Risk 4: Legitimate AI Platforms Are Being Used to Host Attacks
Google documented threat actors using the public sharing features of AI platforms โ including Gemini, ChatGPT, Copilot, DeepSeek, and Grok โ to host malicious instructions. The attack leverages the “ClickFix” social engineering technique, where users are tricked into copying and pasting malicious commands into their terminals.
Because the instructions appear on trusted AI platform domains, they bypass many network security filters. The campaign distributed ATOMIC, an information stealer targeting macOS environments that captures browser data, cryptocurrency wallets, and system files.
This is a particularly insidious vector because it exploits the trust that organisations and users place in established AI platforms. A malicious instruction hosted on a Google or OpenAI domain looks legitimate.
What to do now: Add AI platform shared content URLs to web filtering review. Implement controls that restrict terminal paste operations from browser sources on managed endpoints. Update security awareness training to cover AI platform abuse scenarios.
Risk 5: The Underground AI Ecosystem Is Growing
The report documents Xanthorox, an underground toolkit that advertised itself as a custom AI for offensive cyber operations โ autonomous malware generation, phishing campaign development, and ransomware creation. Investigation revealed it was not a custom model at all, but rather a wrapper around jailbroken commercial APIs and open-source Model Context Protocol (MCP) servers, including Gemini.
This matters because it demonstrates how accessible offensive AI capabilities are becoming. Threat actors do not need to build custom models. They can chain together jailbroken commercial services, stolen API keys, and open-source tooling to create offensive AI platforms. The barrier to entry for sophisticated attack tooling has dropped materially.
What to do now: Audit and secure all AI API keys across the organisation. Implement key rotation policies for any production AI integrations. Monitor underground forums and threat intelligence feeds for tools targeting your industry vertical or technology stack.
The Australian Context
These five risks are not theoretical future threats. They are documented activities from state-backed actors in China, Iran, North Korea, and Russia, plus financially motivated cybercriminals operating globally.
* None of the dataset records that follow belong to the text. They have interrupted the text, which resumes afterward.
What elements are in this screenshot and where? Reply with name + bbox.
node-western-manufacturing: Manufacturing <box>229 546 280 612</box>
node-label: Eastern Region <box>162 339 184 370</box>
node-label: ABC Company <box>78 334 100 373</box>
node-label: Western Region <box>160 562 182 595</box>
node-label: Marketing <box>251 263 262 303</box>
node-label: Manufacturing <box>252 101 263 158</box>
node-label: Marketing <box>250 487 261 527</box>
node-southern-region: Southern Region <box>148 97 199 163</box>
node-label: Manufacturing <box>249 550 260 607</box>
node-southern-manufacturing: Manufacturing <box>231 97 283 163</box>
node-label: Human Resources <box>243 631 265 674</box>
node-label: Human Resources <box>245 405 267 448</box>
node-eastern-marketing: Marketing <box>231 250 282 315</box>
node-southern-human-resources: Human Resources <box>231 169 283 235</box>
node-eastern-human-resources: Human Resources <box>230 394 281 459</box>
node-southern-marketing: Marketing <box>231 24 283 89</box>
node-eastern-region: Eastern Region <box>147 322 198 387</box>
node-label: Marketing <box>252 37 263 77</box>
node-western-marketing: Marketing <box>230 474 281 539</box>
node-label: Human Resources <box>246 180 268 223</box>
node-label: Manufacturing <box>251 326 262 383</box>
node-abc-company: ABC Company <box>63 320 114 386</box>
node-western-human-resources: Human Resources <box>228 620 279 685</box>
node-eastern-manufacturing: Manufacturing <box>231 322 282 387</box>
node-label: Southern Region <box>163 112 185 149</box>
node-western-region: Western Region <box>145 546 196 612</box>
For Australian organisations, three factors amplify the urgency. First, the ACSC has identified AI-enabled threats as an emerging priority area, and organisations that cannot demonstrate governance over AI-related attack vectors face increasing regulatory scrutiny. Second, Essential 8 controls around application control, user application hardening, and restricting administrative privileges need to be evaluated specifically against AI-integrated attack vectors. Third, Australia’s role in Five Eyes intelligence sharing means that Australian organisations are already on the radar of the state-backed actors documented in this report.
What Comes Next
The Google GTIG report concludes that while AI has not yet created “breakthrough capabilities” for attackers, the integration of AI across every phase of the attack lifecycle is accelerating. The organisations that update their threat models, detection capabilities, and staff training now will be materially better positioned than those that wait for the breakthrough moment.
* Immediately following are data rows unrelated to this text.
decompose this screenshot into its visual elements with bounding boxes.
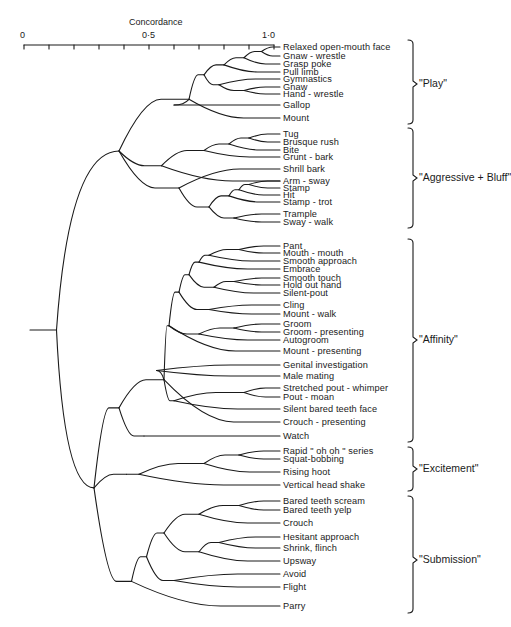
group-label: "Submission" xyxy=(419,553,481,565)
leaf-label: Squat-bobbing xyxy=(283,454,344,464)
group-brackets xyxy=(408,40,417,613)
leaf-label: Mount - walk xyxy=(283,309,336,319)
leaf-label: Parry xyxy=(283,601,305,611)
leaf-label: Silent-pout xyxy=(283,288,328,298)
leaf-label: Gallop xyxy=(283,100,310,110)
concordance-axis xyxy=(24,45,274,49)
leaf-label: Crouch xyxy=(283,518,313,528)
group-label: "Excitement" xyxy=(419,462,478,474)
axis-title: Concordance xyxy=(129,17,183,27)
leaf-label: Sway - walk xyxy=(283,217,333,227)
leaf-label: Stamp - trot xyxy=(283,197,332,207)
leaf-label: Mount - presenting xyxy=(283,346,361,356)
tick-label-0-5: 0·5 xyxy=(142,30,155,40)
leaf-label: Upsway xyxy=(283,556,316,566)
leaf-label: Genital investigation xyxy=(283,360,368,370)
leaf-label: Vertical head shake xyxy=(283,480,365,490)
leaf-label: Pout - moan xyxy=(283,392,334,402)
group-label: "Play" xyxy=(419,77,447,89)
group-label: "Affinity" xyxy=(419,333,458,345)
leaf-label: Rising hoot xyxy=(283,467,330,477)
leaf-label: Crouch - presenting xyxy=(283,417,366,427)
tick-label-1-0: 1·0 xyxy=(262,30,275,40)
leaf-label: Avoid xyxy=(283,569,306,579)
tick-label-0: 0 xyxy=(20,30,25,40)
leaf-label: Shrink, flinch xyxy=(283,543,337,553)
leaf-label: Shrill bark xyxy=(283,164,325,174)
leaf-label: Hesitant approach xyxy=(283,532,359,542)
leaf-label: Mount xyxy=(283,113,309,123)
leaf-label: Hand - wrestle xyxy=(283,89,344,99)
tree-branches xyxy=(30,47,280,606)
leaf-label: Male mating xyxy=(283,371,334,381)
leaf-label: Grunt - bark xyxy=(283,152,333,162)
group-label: "Aggressive + Bluff" xyxy=(419,171,511,183)
leaf-label: Autogroom xyxy=(283,335,329,345)
leaf-label: Watch xyxy=(283,431,309,441)
leaf-label: Silent bared teeth face xyxy=(283,404,377,414)
leaf-label: Flight xyxy=(283,582,306,592)
leaf-label: Bared teeth yelp xyxy=(283,505,352,515)
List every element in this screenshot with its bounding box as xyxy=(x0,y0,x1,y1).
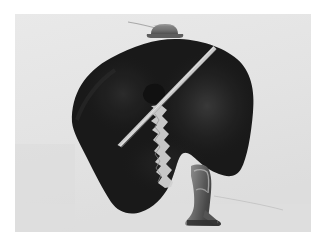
wire-description: Faint thin line extending to the right f… xyxy=(0,0,1,1)
film-grain xyxy=(15,14,311,232)
photograph-content xyxy=(15,14,311,232)
photograph-frame xyxy=(15,14,311,232)
silhouette-description: Large irregular black shape occupying th… xyxy=(0,0,1,1)
image-title: Black silhouette figure with hat, pole a… xyxy=(0,0,1,1)
pole-description: Pale narrow stick running diagonally fro… xyxy=(0,0,1,1)
image-canvas: Black silhouette figure with hat, pole a… xyxy=(0,0,326,247)
hat-description: Small flat-topped gray cap resting on th… xyxy=(0,0,1,1)
antenna-description: Very thin light line rising to the upper… xyxy=(0,0,1,1)
boot-description: Small gray high-heeled boot hanging belo… xyxy=(0,0,1,1)
profile-notch-description: Narrow jagged light gap in the black mas… xyxy=(0,0,1,1)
Our team works with mid-market Australian organisations to assess AI-specific threat exposure, update detection and response capabilities, and build governance frameworks that account for the evolving AI threat landscape.
If your security posture has not been updated to account for AI-augmented threats, this report makes the case that the time to act is now.
CloudProInc is a Microsoft Partner and Wiz Security Integrator, working with Australian organisations on cloud, AI, and cybersecurity strategy.